FILE - Election 2020 Voting Virus Outbreak, Missouri

A sign stands in front of Brookdale Wornall Place directing voters to a new polling location Tuesday, March 10, 2020, in Kansas City, Mo. The senior living facility backed out as a polling place less than 24 hours before Missouri's presidential primary election due to concerns about the coronavirus outbreak. 

Missouri, Florida, and West Virginia withdrew from the Electronic Registration Information Center on March 6.

Missouri Secretary of State Jay Ashcroft (R) said the state was withdrawing because ERIC would not “require member states to participate in addressing multi-state voter fraud.” West Virginia Secretary of State Mac Warner (R) said, “It truly is a shame that an organization founded on the principle of nonpartisanship would allow the opportunity for partisanship to stray the organization from the equally important principle of upholding the public’s confidence.”
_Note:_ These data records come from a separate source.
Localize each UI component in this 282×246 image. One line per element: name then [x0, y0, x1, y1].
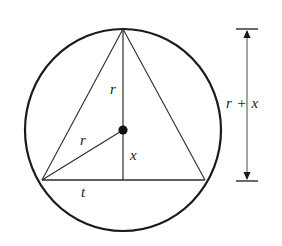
label-height-segment-x: x [130, 148, 137, 163]
triangle-left-side [42, 29, 123, 180]
dimension-arrow-down-icon [243, 172, 250, 180]
label-radius-diagonal: r [80, 133, 86, 148]
circle-center-dot [118, 125, 127, 134]
label-chord-half-t: t [81, 185, 85, 200]
label-dimension-r-plus-x: r + x [226, 96, 259, 111]
geometry-figure: r r x t r + x [0, 0, 282, 246]
dimension-arrow-up-icon [243, 30, 250, 38]
label-radius-vertical: r [110, 82, 116, 97]
geometry-canvas [0, 0, 282, 246]
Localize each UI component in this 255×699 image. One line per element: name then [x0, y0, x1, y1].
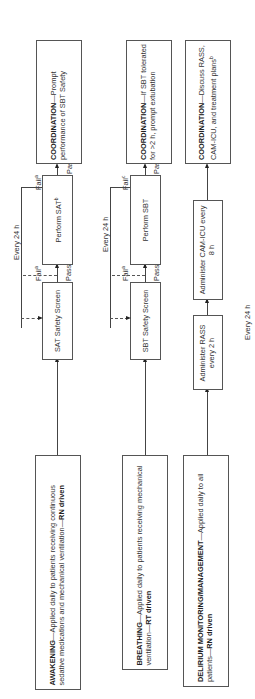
loop-line [21, 187, 42, 188]
administer-rass-label: Administer RASS every 2 h [199, 318, 216, 388]
delirium-text: DELIRIUM MONITORING/MANAGEMENT—Applied d… [197, 460, 214, 682]
breathing-text: BREATHING—Applied daily to patients rece… [136, 460, 153, 665]
delirium-coordination-text: COORDINATION—Discuss RASS, CAM-ICU, and … [198, 44, 219, 160]
cycle-label: Every 24 h [12, 225, 21, 260]
loop-line [21, 187, 22, 328]
awakening-text: AWAKENING—Applied daily to patients rece… [49, 460, 66, 685]
delirium-coordination-box: COORDINATION—Discuss RASS, CAM-ICU, and … [185, 40, 231, 164]
sbt-safety-screen-label: SBT Safety Screen [141, 283, 150, 359]
perform-sbt-label: Perform SBT [141, 177, 150, 263]
perform-sat-label: Perform SATb [51, 177, 63, 263]
sat-safety-screen-label: SAT Safety Screen [53, 283, 62, 359]
administer-cam-icu-box: Administer CAM-ICU every 8 h [193, 200, 223, 300]
pass-label: Pass [64, 265, 73, 281]
awakening-box: AWAKENING—Applied daily to patients rece… [35, 455, 81, 690]
loop-line [110, 187, 130, 188]
cycle-label: Every 24 h [243, 305, 252, 340]
fail-label: Faila [33, 266, 43, 281]
fail-dashed [23, 275, 57, 276]
connector [57, 360, 58, 455]
connector [145, 360, 146, 455]
arrow-icon [126, 316, 131, 320]
connector [207, 390, 208, 455]
sbt-safety-screen-box: SBT Safety Screen [130, 282, 161, 360]
administer-rass-box: Administer RASS every 2 h [193, 315, 223, 390]
perform-sat-box: Perform SATb [42, 175, 73, 265]
breathing-box: BREATHING—Applied daily to patients rece… [122, 455, 168, 670]
awakening-coordination-text: COORDINATION—Prompt performance of SBT S… [50, 44, 67, 160]
arrow-icon [38, 316, 43, 320]
delirium-box: DELIRIUM MONITORING/MANAGEMENT—Applied d… [183, 455, 229, 687]
pass-label: Pass [152, 265, 161, 281]
connector [207, 166, 208, 200]
breathing-coordination-text: COORDINATION—If SBT tolerated for >2 h, … [140, 44, 157, 160]
fail-dashed [112, 275, 145, 276]
awakening-coordination-box: COORDINATION—Prompt performance of SBT S… [36, 40, 82, 164]
cycle-label: Every 24 h [101, 217, 110, 252]
breathing-coordination-box: COORDINATION—If SBT tolerated for >2 h, … [126, 40, 172, 164]
loop-line [110, 187, 111, 328]
perform-sbt-box: Perform SBT [130, 175, 161, 265]
fail-label: Faila [120, 266, 130, 281]
administer-cam-icu-label: Administer CAM-ICU every 8 h [199, 205, 216, 295]
sat-safety-screen-box: SAT Safety Screen [42, 282, 73, 360]
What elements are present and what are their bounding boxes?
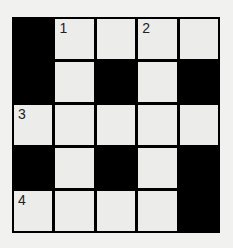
crossword-cell[interactable]	[55, 148, 93, 188]
crossword-cell[interactable]	[55, 62, 93, 102]
black-cell	[14, 148, 52, 188]
crossword-cell[interactable]	[97, 191, 135, 231]
crossword-cell[interactable]	[138, 62, 176, 102]
crossword-cell[interactable]	[138, 191, 176, 231]
clue-number: 4	[18, 193, 26, 207]
crossword-cell[interactable]	[180, 105, 218, 145]
black-cell	[14, 19, 52, 59]
black-cell	[97, 148, 135, 188]
crossword-cell[interactable]	[97, 105, 135, 145]
crossword-cell[interactable]: 1	[55, 19, 93, 59]
crossword-cell[interactable]	[180, 19, 218, 59]
crossword-grid: 1234	[12, 17, 220, 233]
black-cell	[97, 62, 135, 102]
crossword-cell[interactable]: 4	[14, 191, 52, 231]
crossword-cell[interactable]	[55, 191, 93, 231]
crossword-cell[interactable]	[138, 105, 176, 145]
black-cell	[14, 62, 52, 102]
black-cell	[180, 62, 218, 102]
black-cell	[180, 148, 218, 188]
crossword-cell[interactable]: 3	[14, 105, 52, 145]
clue-number: 2	[142, 21, 150, 35]
clue-number: 1	[59, 21, 67, 35]
crossword-cell[interactable]: 2	[138, 19, 176, 59]
clue-number: 3	[18, 107, 26, 121]
black-cell	[180, 191, 218, 231]
crossword-cell[interactable]	[138, 148, 176, 188]
crossword-cell[interactable]	[97, 19, 135, 59]
crossword-cell[interactable]	[55, 105, 93, 145]
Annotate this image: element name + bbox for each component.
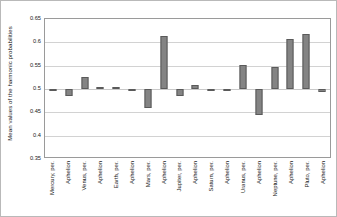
x-axis-tick-label: Neptune, per. [272, 161, 278, 196]
x-axis-tick-label: Earth, per. [113, 161, 119, 188]
bar-slot [92, 19, 108, 157]
x-axis-tick-label: Jupiter, per. [176, 161, 182, 191]
y-axis-tick: 0.65 [30, 15, 41, 21]
x-axis-tick-label: Aphelion [97, 161, 103, 184]
bar[interactable] [113, 87, 120, 89]
x-axis-tick: Aphelion [219, 159, 235, 217]
bar[interactable] [81, 77, 88, 89]
x-axis-tick: Uranus, per. [235, 159, 251, 217]
bar[interactable] [65, 89, 72, 96]
bar[interactable] [287, 39, 294, 89]
y-axis-tick: 0.6 [33, 38, 41, 44]
x-axis-tick-label: Pluto, per. [304, 161, 310, 188]
x-axis-tick: Neptune, per. [267, 159, 283, 217]
x-axis-tick: Pluto, per. [299, 159, 315, 217]
x-axis-tick: Earth, per. [108, 159, 124, 217]
x-axis-tick-label: Aphelion [320, 161, 326, 184]
bars-layer [45, 19, 330, 157]
x-axis-tick: Aphelion [187, 159, 203, 217]
bar-slot [298, 19, 314, 157]
x-axis-tick: Aphelion [156, 159, 172, 217]
bar-slot [219, 19, 235, 157]
x-axis-tick-label: Aphelion [256, 161, 262, 184]
x-axis-tick: Venus, per. [76, 159, 92, 217]
x-axis-tick-label: Aphelion [129, 161, 135, 184]
y-axis-title: Mean values of the harmonic probabilitie… [1, 1, 17, 166]
bar-slot [235, 19, 251, 157]
y-axis-tick: 0.45 [30, 108, 41, 114]
bar-slot [61, 19, 77, 157]
bar[interactable] [176, 89, 183, 96]
y-axis-tick: 0.35 [30, 155, 41, 161]
bar[interactable] [303, 34, 310, 89]
bar[interactable] [49, 89, 56, 91]
bar-slot [282, 19, 298, 157]
bar[interactable] [97, 87, 104, 89]
x-axis-tick-label: Mercury, per. [49, 161, 55, 195]
x-axis-tick-label: Aphelion [288, 161, 294, 184]
bar[interactable] [208, 89, 215, 91]
x-axis-tick: Aphelion [283, 159, 299, 217]
chart-frame: Mean values of the harmonic probabilitie… [0, 0, 337, 217]
y-axis-title-label: Mean values of the harmonic probabilitie… [6, 26, 13, 141]
bar-slot [203, 19, 219, 157]
x-axis-tick: Aphelion [251, 159, 267, 217]
bar-slot [251, 19, 267, 157]
bar-slot [77, 19, 93, 157]
x-axis-tick-label: Mars, per. [145, 161, 151, 187]
bar[interactable] [239, 65, 246, 89]
bar-slot [267, 19, 283, 157]
x-axis-tick-label: Saturn, per. [208, 161, 214, 191]
x-axis-tick: Aphelion [315, 159, 331, 217]
bar[interactable] [160, 36, 167, 89]
bar-slot [172, 19, 188, 157]
bar[interactable] [255, 89, 262, 115]
bar[interactable] [192, 85, 199, 89]
bar-slot [140, 19, 156, 157]
bar-slot [108, 19, 124, 157]
x-axis-tick-labels: Mercury, per.AphelionVenus, per.Aphelion… [44, 159, 331, 217]
x-axis-tick-label: Venus, per. [81, 161, 87, 190]
x-axis-tick: Jupiter, per. [172, 159, 188, 217]
bar[interactable] [318, 89, 325, 92]
bar[interactable] [271, 67, 278, 89]
y-axis-tick: 0.55 [30, 62, 41, 68]
x-axis-tick-label: Uranus, per. [240, 161, 246, 193]
y-axis-tick-labels: 0.650.60.550.50.450.40.35 [17, 1, 43, 166]
x-axis-tick: Mars, per. [140, 159, 156, 217]
y-axis-tick: 0.5 [33, 85, 41, 91]
bar-slot [124, 19, 140, 157]
x-axis-tick: Mercury, per. [44, 159, 60, 217]
bar-slot [314, 19, 330, 157]
y-axis-tick: 0.4 [33, 132, 41, 138]
bar-slot [45, 19, 61, 157]
bar-slot [156, 19, 172, 157]
x-axis-tick: Aphelion [124, 159, 140, 217]
plot-area [44, 18, 331, 158]
x-axis-tick-label: Aphelion [65, 161, 71, 184]
bar[interactable] [129, 89, 136, 91]
bar[interactable] [144, 89, 151, 108]
x-axis-tick-label: Aphelion [161, 161, 167, 184]
bar-slot [187, 19, 203, 157]
bar[interactable] [224, 89, 231, 91]
x-axis-tick-label: Aphelion [224, 161, 230, 184]
x-axis-tick: Aphelion [60, 159, 76, 217]
x-axis-tick: Aphelion [92, 159, 108, 217]
x-axis-tick: Saturn, per. [203, 159, 219, 217]
x-axis-tick-label: Aphelion [192, 161, 198, 184]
ERIC Executive Director Shane Hamlin said, “ERIC is never connected to any state’s voter registration system. Members retain complete control over their voter rolls and they use the reports we provide in ways that comply with federal and state laws.” Hamlin also said ERIC “follow[s] widely accepted security protocols for handling the data we utilize to create the reports.”

The announcements follow withdrawals by Alabama and Louisiana in January of 2023 and 2022, respectively. According to its website, ERIC is a nonprofit organization of member-states who share information like voter registration and motor vehicle registration records in order to improve the accuracy of each state’s voter rolls. Twenty-eight states and Washington, D.C. remain members of ERIC.